Meet the nurse who was the first person in N.J. to get a COVID-19 vaccine - Health Professionals & Allied Employees

Meet the nurse who was the first person in N.J. to get a COVID-19 vaccine

Taken from NJ.com

By Brent Johnson | NJ Advance Media

December 15, 2020

Maritza Beniquez was shaking before she even arrived at University Hospital in Newark on Tuesday morning.

Not out of fear, she insisted.

“Just from excitement,” the ER nurse explained. “Like a puppy that’s just really excited.”

With a jab to her right arm at 8:10 a.m., Beniquez became the first person in New Jersey to receive a vaccine for the coronavirus, outside of a clinical trial.

And it just happened to come on her 56th birthday.

“I honestly didn’t plan it this way,” she said. “But it worked out.”

Beniquez was the first of 80 healthcare workers slated to receive their first dose of the vaccine at University Hospital on Tuesday, the beginning of the state’s latest — and most promising — chapter in fighting a virus that has killed more than 17,000 of its residents.

All recipients will receive their second dose of the two-dose Pfizer vaccine a few weeks after their first, officials said.

“This is the best birthday present ever,” Beniquez exclaimed after receiving the shot, which she said didn’t hurt. “I can see that light at the end of the tunnel.”

A mother of three and grandmother of two, Beniquez has worked in the ER at University Hospital for the last five years. It’s usually a busy place, she said, but COVID-19 “was like our worst nightmare.”

“It was just wave after wave of critically ill patients coming in, with no end in sight,” she said. “It was like watching a tornado or a hurricane cause that sort of devastation in the field — but instead of it being buildings it was our own people, our Black and Latino communities.”

Beniquez stressed the vaccine will help put her at ease.

“I’m happy that in another month and a half, I won’t have to be afraid to go into a room anymore,” she said. “I won’t have to be afraid to perform chest compressions or be present when they’re intubating a patient.”

“I don’t want to be afraid anymore, and I don’t want to have that risk of taking it home to my own family and my own friends,” Beniquez added. “We have no choice. We can’t afford to lose any more people.”

The vaccine is expected to be given to healthcare workers at five other hospitals across the state Tuesday, with others following in the coming days. Longterm care residents are also slated to be among the first recipients. A broader rollout for the general public is expected by April or May.

Officials hope to get 70% of New Jersey’s adult population vaccinated — a lofty goal considering some polls showing some people do not want to take it.

Beniquez, who is Latina, said she’s sympathetic to people — especially minorities — who are concerned about whether the vaccine is safe.

“I understand their fears, I do,” she said. “But I’m here to say to my community, to my people, to my Latinos, to my Blacks, to just everyone around the world: This vaccine is safe. I wouldn’t take it if it wasn’t safe. I have a family, too. I am just like you.”

She noted that officials say it’s 95% effective.

“I’ll take that over the Russian Roulette that we have to play” with the virus, Beniquez said.

Beniquez said her daughter cried out of worry as she prepared to take the vaccine.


## INSTRUCTIONS FOR THE TASK
Reproduce every entry exactly and leave its pictures out.

====== PROVIDED DATA

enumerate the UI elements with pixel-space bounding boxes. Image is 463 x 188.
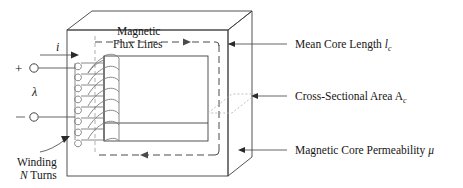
mean-core-length-arrowhead xyxy=(228,41,235,47)
cross-section-slice xyxy=(208,94,256,113)
winding-label-line1: Winding xyxy=(17,156,57,169)
coil-turn-rear-5 xyxy=(104,99,119,103)
winding-callout-arrow xyxy=(40,136,70,152)
right-callouts xyxy=(228,41,287,153)
coil-turn-front-7 xyxy=(88,123,104,139)
coil-loop-8 xyxy=(75,140,82,147)
coil-loop-3 xyxy=(75,85,82,92)
core-permeability-arrowhead xyxy=(238,147,245,153)
flux-linkage-symbol-label: λ xyxy=(31,85,37,99)
coil-turn-rear-6 xyxy=(104,110,119,114)
coil-loop-6 xyxy=(75,118,82,125)
positive-sign-label: + xyxy=(15,61,22,76)
magnetic-core-figure: Magnetic Flux Lines Mean Core Length lc … xyxy=(0,0,463,188)
coil-turn-rear-3 xyxy=(104,77,119,81)
current-symbol-label: i xyxy=(56,40,59,54)
coil-loop-5 xyxy=(75,107,82,114)
positive-terminal[interactable] xyxy=(30,64,38,72)
flux-arrow-bottom xyxy=(140,152,148,159)
flux-corner-bottom-right xyxy=(215,151,219,155)
terminals-and-leads xyxy=(16,64,75,121)
cross-section-subscript: c xyxy=(403,96,407,105)
cross-section-outline xyxy=(208,94,256,113)
mean-core-length-label: Mean Core Length lc xyxy=(295,38,392,53)
coil-turn-front-1 xyxy=(88,57,104,73)
flux-lines-label-line1: Magnetic xyxy=(117,25,160,38)
winding-turns-text: Turns xyxy=(28,169,58,181)
flux-arrow-top xyxy=(183,39,191,46)
core-window-rect xyxy=(104,56,208,141)
coil-turn-front-5 xyxy=(88,101,104,117)
winding-callout-line xyxy=(40,139,66,152)
coil-loop-7 xyxy=(75,129,82,136)
coil-turn-front-6 xyxy=(88,112,104,128)
coil-turn-rear-1 xyxy=(88,57,104,73)
coil-loop-4 xyxy=(75,96,82,103)
flux-corner-top-right xyxy=(216,42,219,46)
coil-loop-2 xyxy=(75,74,82,81)
mean-core-length-subscript: c xyxy=(388,44,392,53)
current-arrow-group xyxy=(40,52,79,59)
coil-turn-rear-2 xyxy=(104,66,119,70)
winding-coil xyxy=(75,54,119,147)
core-permeability-text: Magnetic Core Permeability xyxy=(295,144,428,157)
core-permeability-symbol: μ xyxy=(427,144,434,157)
cross-section-label: Cross-Sectional Area Ac xyxy=(295,90,407,105)
core-permeability-label: Magnetic Core Permeability μ xyxy=(295,144,434,157)
mean-core-length-text: Mean Core Length xyxy=(295,38,385,51)
core-diagram-svg: Magnetic Flux Lines Mean Core Length lc … xyxy=(0,0,463,188)
coil-turn-front-4 xyxy=(88,90,104,106)
coil-loop-1 xyxy=(75,63,82,70)
cross-section-text: Cross-Sectional Area A xyxy=(295,90,404,102)
coil-turn-front-3 xyxy=(88,79,104,95)
current-arrow-head xyxy=(71,52,79,59)
core-window xyxy=(104,56,208,141)
flux-lines-label-line2: Flux Lines xyxy=(113,38,163,50)
negative-terminal[interactable] xyxy=(30,113,38,121)
coil-turn-rear-4 xyxy=(104,88,119,92)
winding-label-line2: N Turns xyxy=(19,169,57,181)
core-right-face xyxy=(228,11,252,176)
coil-wire-loops xyxy=(75,63,82,147)
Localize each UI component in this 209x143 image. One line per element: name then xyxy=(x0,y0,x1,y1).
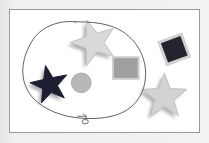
cursor-layer xyxy=(10,10,199,132)
drawing-canvas[interactable] xyxy=(10,10,199,132)
lasso-cursor xyxy=(77,114,88,124)
application-window xyxy=(0,0,209,143)
canvas-frame xyxy=(9,9,200,133)
lasso-cursor-loop-icon xyxy=(82,120,88,124)
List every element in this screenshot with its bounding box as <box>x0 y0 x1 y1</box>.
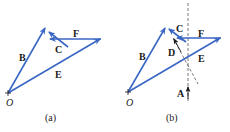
vector-b-b <box>128 28 165 92</box>
label-d-b: D <box>168 47 175 58</box>
origin-label-a: O <box>6 97 13 108</box>
caption-a: (a) <box>45 112 56 124</box>
label-e-a: E <box>55 69 62 80</box>
label-b-b: B <box>139 51 146 62</box>
panel-a: B C E F O (a) <box>5 28 101 124</box>
vector-diagram: B C E F O (a) B C D E F A O (b) <box>0 0 230 132</box>
vector-b-a <box>8 28 45 93</box>
label-b-a: B <box>19 52 26 63</box>
label-c-a: C <box>55 44 62 55</box>
label-a-b: A <box>177 88 185 99</box>
panel-b: B C D E F A O (b) <box>125 3 221 124</box>
label-e-b: E <box>198 53 205 64</box>
label-f-b: F <box>198 28 204 39</box>
vector-e-a <box>8 39 100 93</box>
caption-b: (b) <box>166 112 178 124</box>
label-f-a: F <box>73 28 79 39</box>
origin-label-b: O <box>126 97 133 108</box>
label-c-b: C <box>176 23 183 34</box>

============

## RESPONSE TO THE EXERCISE
enumerate the UI elements with pixel-space bounding boxes. Image is 463 x 188.
mean-core-length-arrowhead xyxy=(228,41,235,47)
cross-section-slice xyxy=(208,94,256,113)
winding-label-line1: Winding xyxy=(17,156,57,169)
coil-turn-rear-5 xyxy=(104,99,119,103)
winding-callout-arrow xyxy=(40,136,70,152)
right-callouts xyxy=(228,41,287,153)
coil-turn-front-7 xyxy=(88,123,104,139)
coil-loop-8 xyxy=(75,140,82,147)
coil-loop-3 xyxy=(75,85,82,92)
core-permeability-arrowhead xyxy=(238,147,245,153)
flux-linkage-symbol-label: λ xyxy=(31,85,37,99)
coil-turn-rear-6 xyxy=(104,110,119,114)
coil-loop-6 xyxy=(75,118,82,125)
positive-sign-label: + xyxy=(15,61,22,76)
magnetic-core-figure: Magnetic Flux Lines Mean Core Length lc … xyxy=(0,0,463,188)
coil-turn-rear-3 xyxy=(104,77,119,81)
current-symbol-label: i xyxy=(56,40,59,54)
coil-loop-5 xyxy=(75,107,82,114)
positive-terminal[interactable] xyxy=(30,64,38,72)
flux-arrow-bottom xyxy=(140,152,148,159)
flux-corner-bottom-right xyxy=(215,151,219,155)
terminals-and-leads xyxy=(16,64,75,121)
cross-section-subscript: c xyxy=(403,96,407,105)
cross-section-outline xyxy=(208,94,256,113)
mean-core-length-label: Mean Core Length lc xyxy=(295,38,392,53)
coil-turn-front-1 xyxy=(88,57,104,73)
flux-lines-label-line1: Magnetic xyxy=(117,25,160,38)
winding-turns-text: Turns xyxy=(28,169,58,181)
flux-arrow-top xyxy=(183,39,191,46)
core-window-rect xyxy=(104,56,208,141)
coil-turn-front-5 xyxy=(88,101,104,117)
winding-callout-line xyxy=(40,139,66,152)
coil-loop-7 xyxy=(75,129,82,136)
coil-turn-front-6 xyxy=(88,112,104,128)
coil-turn-rear-1 xyxy=(88,57,104,73)
coil-loop-4 xyxy=(75,96,82,103)
flux-corner-top-right xyxy=(216,42,219,46)
coil-loop-2 xyxy=(75,74,82,81)
mean-core-length-subscript: c xyxy=(388,44,392,53)
current-arrow-group xyxy=(40,52,79,59)
coil-turn-rear-2 xyxy=(104,66,119,70)
winding-coil xyxy=(75,54,119,147)
core-permeability-text: Magnetic Core Permeability xyxy=(295,144,428,157)
core-permeability-symbol: μ xyxy=(427,144,434,157)
cross-section-label: Cross-Sectional Area Ac xyxy=(295,90,407,105)
core-permeability-label: Magnetic Core Permeability μ xyxy=(295,144,434,157)
mean-core-length-text: Mean Core Length xyxy=(295,38,385,51)
core-diagram-svg: Magnetic Flux Lines Mean Core Length lc … xyxy=(0,0,463,188)
coil-turn-front-4 xyxy=(88,90,104,106)
coil-loop-1 xyxy=(75,63,82,70)
cross-section-text: Cross-Sectional Area A xyxy=(295,90,404,102)
coil-turn-front-3 xyxy=(88,79,104,95)
current-arrow-head xyxy=(71,52,79,59)
core-window xyxy=(104,56,208,141)
flux-lines-label-line2: Flux Lines xyxy=(113,38,163,50)
negative-terminal[interactable] xyxy=(30,113,38,121)
coil-turn-rear-4 xyxy=(104,88,119,92)
winding-label-line2: N Turns xyxy=(19,169,57,181)
core-right-face xyxy=(228,11,252,176)
coil-wire-loops xyxy=(75,63,82,147)
Localize each UI component in this 209x143 image. One line per element: name then xyxy=(x0,y0,x1,y1).
cursor-layer xyxy=(10,10,199,132)
drawing-canvas[interactable] xyxy=(10,10,199,132)
lasso-cursor xyxy=(77,114,88,124)
application-window xyxy=(0,0,209,143)
canvas-frame xyxy=(9,9,200,133)
lasso-cursor-loop-icon xyxy=(82,120,88,124)
List every element in this screenshot with its bounding box as <box>x0 y0 x1 y1</box>.
vector-b-b <box>128 28 165 92</box>
label-d-b: D <box>168 47 175 58</box>
origin-label-a: O <box>6 97 13 108</box>
caption-a: (a) <box>45 112 56 124</box>
label-e-a: E <box>55 69 62 80</box>
label-b-b: B <box>139 51 146 62</box>
panel-a: B C E F O (a) <box>5 28 101 124</box>
vector-diagram: B C E F O (a) B C D E F A O (b) <box>0 0 230 132</box>
vector-b-a <box>8 28 45 93</box>
label-b-a: B <box>19 52 26 63</box>
label-c-a: C <box>55 44 62 55</box>
label-a-b: A <box>177 88 185 99</box>
panel-b: B C D E F A O (b) <box>125 3 221 124</box>
label-e-b: E <box>198 53 205 64</box>
label-f-b: F <box>198 28 204 39</box>
vector-e-a <box>8 39 100 93</box>
caption-b: (b) <box>166 112 178 124</box>
label-f-a: F <box>73 28 79 39</box>
origin-label-b: O <box>126 97 133 108</box>
label-c-b: C <box>176 23 183 34</box>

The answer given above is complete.